Recyling bill passes along with measure allowing yard waste in landfills

By Bruce Ritchie

FloridaEnvironments.com

A bill that provides a path for the state towards reaching a 75-percent recycling goal by 2020 was adopted by the Legislature Friday and is being sent to the governor.


Florida Legislature passes energy financing measure

By Bruce Ritchie

FloridaEnvironments.com

A bill that supporters said would establish an innovative renewable energy program in Florida passed the Legislature, but another bill that would have encouraged utilities to buy more renewable energy failed.


Response hasn't matched spill

Editorial

Palm Beach Post

President Obama followed up a bad policy decision on offshore drilling with a slow response to a drilling accident that could cause an environmental disaster.


Reduce risks of drilling

Editorial

Orlando Sentinel

Five thousand barrels of oil -- more than 200,000 gallons -- continue to escape each day from a breached pipeline off the coast of Louisiana, along with this dose of reality: Drilling is not safe.

EDUCATION

Schools say lawmakers boasts over state budget won't save cuts

By Patricia Mazzei

Miami Herald

State lawmakers have boasted that their education budget holds public school funding steady -- but don't tell that to leaders in the Miami-Dade and Broward school districts who are scrambling to avoid millions in painful cuts.
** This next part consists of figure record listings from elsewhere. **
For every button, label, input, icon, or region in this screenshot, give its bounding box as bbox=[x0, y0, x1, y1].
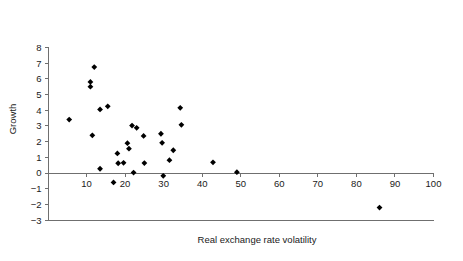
data-point bbox=[66, 117, 72, 123]
data-point bbox=[210, 159, 216, 165]
y-tick-label: −2 bbox=[31, 199, 42, 210]
data-point bbox=[167, 157, 173, 163]
data-point bbox=[131, 170, 137, 176]
y-tick-label: 6 bbox=[36, 73, 41, 84]
x-tick-label: 90 bbox=[390, 178, 401, 189]
y-axis: −3−2−1012345678 bbox=[31, 42, 48, 226]
x-tick-label: 20 bbox=[120, 178, 131, 189]
y-tick-label: 0 bbox=[36, 167, 41, 178]
x-axis: 102030405060708090100 bbox=[48, 173, 441, 220]
data-point bbox=[88, 84, 94, 90]
data-point bbox=[111, 180, 117, 186]
data-point bbox=[89, 132, 95, 138]
data-point bbox=[125, 140, 131, 146]
y-tick-label: 7 bbox=[36, 58, 41, 69]
data-point bbox=[177, 105, 183, 111]
y-tick-label: −3 bbox=[31, 215, 42, 226]
data-point bbox=[97, 166, 103, 172]
x-tick-label: 60 bbox=[274, 178, 285, 189]
y-tick-label: −1 bbox=[31, 183, 42, 194]
data-point bbox=[126, 146, 132, 152]
data-point bbox=[377, 205, 383, 211]
data-point bbox=[97, 107, 103, 113]
x-axis-title: Real exchange rate volatility bbox=[198, 234, 317, 245]
y-tick-label: 2 bbox=[36, 136, 41, 147]
data-point bbox=[141, 133, 147, 139]
data-point bbox=[158, 131, 164, 137]
data-point bbox=[115, 160, 121, 166]
x-tick-label: 40 bbox=[197, 178, 208, 189]
x-tick-label: 10 bbox=[81, 178, 92, 189]
x-tick-label: 80 bbox=[351, 178, 362, 189]
data-point bbox=[121, 160, 127, 166]
y-axis-title: Growth bbox=[7, 104, 18, 135]
data-point bbox=[159, 140, 165, 146]
x-tick-label: 30 bbox=[158, 178, 169, 189]
data-point bbox=[105, 103, 111, 109]
y-tick-label: 8 bbox=[36, 42, 41, 53]
y-tick-label: 1 bbox=[36, 152, 41, 163]
y-tick-label: 4 bbox=[36, 105, 41, 116]
y-tick-label: 3 bbox=[36, 120, 41, 131]
data-point bbox=[170, 147, 176, 153]
data-point bbox=[114, 150, 120, 156]
data-point bbox=[178, 122, 184, 128]
x-tick-label: 100 bbox=[426, 178, 442, 189]
data-point bbox=[141, 160, 147, 166]
data-point bbox=[234, 169, 240, 175]
x-tick-label: 50 bbox=[235, 178, 246, 189]
data-point bbox=[91, 64, 97, 70]
y-tick-label: 5 bbox=[36, 89, 41, 100]
x-tick-label: 70 bbox=[313, 178, 324, 189]
data-points-layer bbox=[66, 64, 382, 210]
chart-canvas: −3−2−1012345678 102030405060708090100 Gr… bbox=[0, 0, 463, 261]
scatter-chart: −3−2−1012345678 102030405060708090100 Gr… bbox=[0, 0, 463, 261]
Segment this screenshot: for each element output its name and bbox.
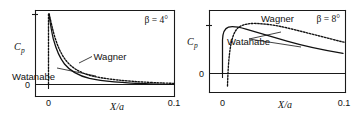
chart-panel-left: Wagner Watanabe β = 4° C p 0 0 0.1 X/a — [0, 0, 181, 118]
y-tick-label-zero-left: 0 — [25, 80, 30, 90]
y-axis-label-subscript: p — [193, 41, 198, 50]
chart-panel-right: Wagner Watanabe β = 8° C p 0 0 0.1 X/a — [181, 0, 362, 118]
y-axis-label-main: C — [187, 36, 194, 47]
x-axis-label-left: X/a — [109, 101, 124, 112]
y-axis-label-right: C p — [187, 36, 198, 50]
beta-annotation-left: β = 4° — [145, 15, 169, 25]
x-tick-label-max-left: 0.1 — [168, 98, 181, 108]
wagner-label-text: Wagner — [261, 13, 294, 24]
y-axis-label-main: C — [14, 41, 21, 52]
x-tick-label-zero-left: 0 — [46, 98, 51, 108]
watanabe-label-text: Watanabe — [227, 36, 270, 47]
x-tick-label-zero-right: 0 — [220, 98, 225, 108]
x-axis-label-right: X/a — [277, 99, 292, 110]
curve-watanabe-right — [223, 27, 344, 74]
wagner-label-text: Wagner — [94, 51, 127, 62]
figure-container: Wagner Watanabe β = 4° C p 0 0 0.1 X/a — [0, 0, 362, 118]
curve-label-wagner-right: Wagner — [261, 13, 294, 24]
beta-annotation-right: β = 8° — [317, 14, 341, 24]
y-tick-label-zero-right: 0 — [199, 69, 204, 79]
y-axis-label-left: C p — [14, 41, 25, 55]
curve-wagner-right — [228, 23, 345, 86]
x-tick-label-max-right: 0.1 — [338, 98, 351, 108]
watanabe-label-text: Watanabe — [12, 71, 55, 82]
curve-label-wagner-left: Wagner — [79, 51, 126, 64]
y-axis-label-subscript: p — [20, 46, 25, 55]
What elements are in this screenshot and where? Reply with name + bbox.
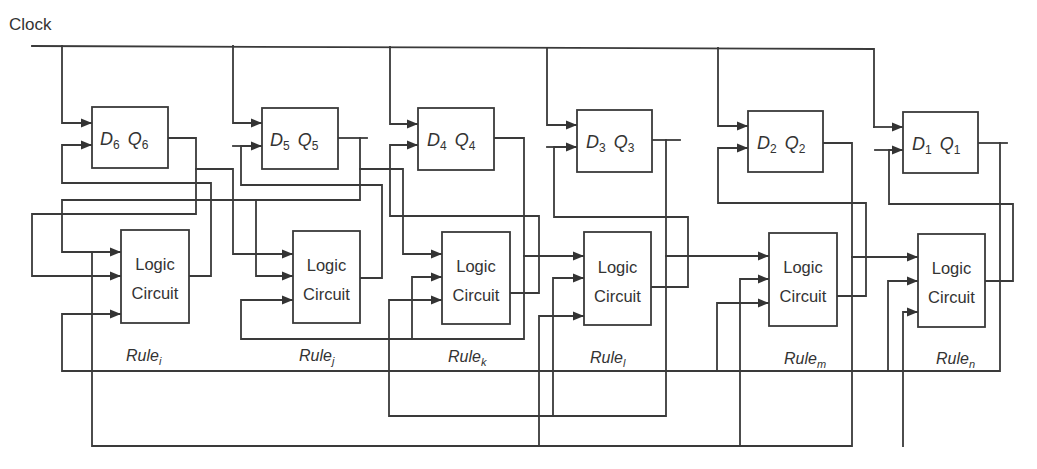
svg-text:Logic: Logic — [598, 258, 637, 276]
svg-text:Logic: Logic — [135, 255, 174, 273]
logic-circuit-j: Logic Circuit — [293, 231, 360, 323]
svg-text:Circuit: Circuit — [928, 288, 975, 306]
svg-text:Circuit: Circuit — [453, 286, 500, 304]
svg-text:Circuit: Circuit — [132, 284, 179, 302]
wire-q3-to-logic-l — [553, 278, 584, 416]
rule-label-j: Rulej — [299, 347, 335, 367]
logic-circuit-n: Logic Circuit — [918, 234, 985, 327]
svg-text:Logic: Logic — [932, 259, 971, 277]
clock-to-d4 — [390, 47, 418, 124]
wire-q4-to-logic-k — [412, 277, 442, 339]
cellular-automaton-circuit-diagram: Clock D6Q6 — [0, 0, 1037, 469]
svg-text:Logic: Logic — [456, 257, 495, 275]
rule-label-l: Rulel — [590, 349, 626, 369]
flip-flop-5: D5Q5 — [262, 108, 338, 169]
flip-flop-3: D3Q3 — [577, 110, 652, 172]
wire-q5-to-logic-k — [360, 169, 442, 254]
logic-circuit-m: Logic Circuit — [769, 233, 837, 326]
flip-flop-6: D6Q6 — [92, 107, 168, 168]
logic-circuit-i: Logic Circuit — [121, 230, 189, 323]
svg-text:Logic: Logic — [783, 258, 822, 276]
wire-q2-to-logic-m — [740, 279, 769, 446]
svg-text:Circuit: Circuit — [594, 287, 641, 305]
svg-text:Circuit: Circuit — [303, 285, 350, 303]
rule-label-k: Rulek — [448, 348, 487, 368]
clock-to-d6 — [62, 46, 92, 123]
logic-circuit-k: Logic Circuit — [442, 232, 510, 324]
rule-label-m: Rulem — [784, 350, 826, 370]
flip-flop-1: D1Q1 — [903, 112, 978, 173]
wire-q1-to-logic-m — [717, 303, 769, 371]
wire-q5-to-logic-j — [256, 200, 293, 276]
wire-q2-to-logic-n-3 — [903, 312, 918, 446]
rule-label-n: Rulen — [936, 350, 975, 370]
svg-text:Circuit: Circuit — [780, 287, 827, 305]
wire-q2-to-logic-l — [539, 316, 584, 446]
rule-label-i: Rulei — [126, 347, 162, 367]
clock-to-d2 — [718, 48, 748, 126]
flip-flop-4: D4Q4 — [418, 108, 494, 170]
flip-flop-2: D2Q2 — [748, 111, 823, 172]
logic-circuit-l: Logic Circuit — [584, 232, 651, 325]
clock-to-d5 — [233, 46, 262, 123]
clock-label: Clock — [9, 15, 52, 34]
clock-to-d3 — [547, 48, 577, 125]
svg-text:Logic: Logic — [307, 256, 346, 274]
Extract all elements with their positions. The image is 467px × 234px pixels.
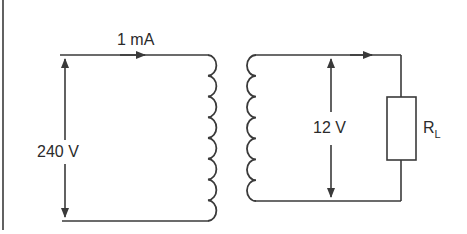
load-label-subscript: L <box>435 128 441 140</box>
primary-coil-icon <box>208 55 216 221</box>
primary-voltage-label: 240 V <box>37 144 79 160</box>
transformer-circuit-diagram <box>0 0 467 234</box>
primary-circuit <box>60 55 216 221</box>
secondary-coil-icon <box>247 55 256 201</box>
load-resistor-label: RL <box>423 120 441 136</box>
secondary-voltage-label: 12 V <box>313 120 346 136</box>
load-label-main: R <box>423 119 435 136</box>
primary-current-label: 1 mA <box>117 32 154 48</box>
load-resistor-icon <box>387 97 416 160</box>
Class-size amendment might squeeze choice plans

By Sherri Ackerman

Tampa Tribune

Voters will decide in November whether to pass an amendment loosening new class-size restrictions in public schools.


Attitude change needed towards education

Editorial

South Florida Sun-Sentinel

It's not like there is a silver bullet solution to the cuts facing teachers and school staffs.

JOBS, BUDGET, AND ECONOMY

Florida expects $6 billion hole in budget in 2011

By Mary Ellen Klas

St. Petersburg Times/Miami Herald Tallahassee Bureau

The oil rig explosion that threatens the Gulf of Mexico also rocked the carefully crafted agenda of the Florida Legislature's incoming leaders.


Florida lawmakers balance budget with cuts, gaming money

By Catherine Whittenburg

Tampa Tribune

They boosted funds for higher education, but hiked tuition to do it.


State worker layoffs spared in budget for now

By Bill Cotterell

Tallahassee Democrat

State employees won't face massive layoffs or salary reductions under the $70 billion budget Florida lawmakers approved on the final day of the legislative session.

HEALTH AND SENIORS

Crist says Florida won't run high-risk health insurance pool

By Fred Tasker

Miami Herald

Gov. Charlie Crist will leave it to President Barack Obama's administration to run the federally subsidized high-risk health insurance plan that is to cover people unable to buy such insurance in the private market due to pre-existing conditions such as cancer or diabetes.


It's illegal, but desperate Americans are buying drugs online from Canada

By Fernando Quintero

Orlando Sentinel

The high cost of prescription drugs has left many Central Floridians scrambling for ways to afford their medications. But for Anita Prager of Apopka, cheaper meds are just a mouse click away.

CIVIL RIGHTS, PEACE AND SOCIAL ISSUES

Protestors rally downtown for immigration reform

By Christina Veiga

Miami Herald
A small voice stood out among the chants and shouts of protesters who gathered Saturday in downtown Miami to recognize May Day and push for immigration reform.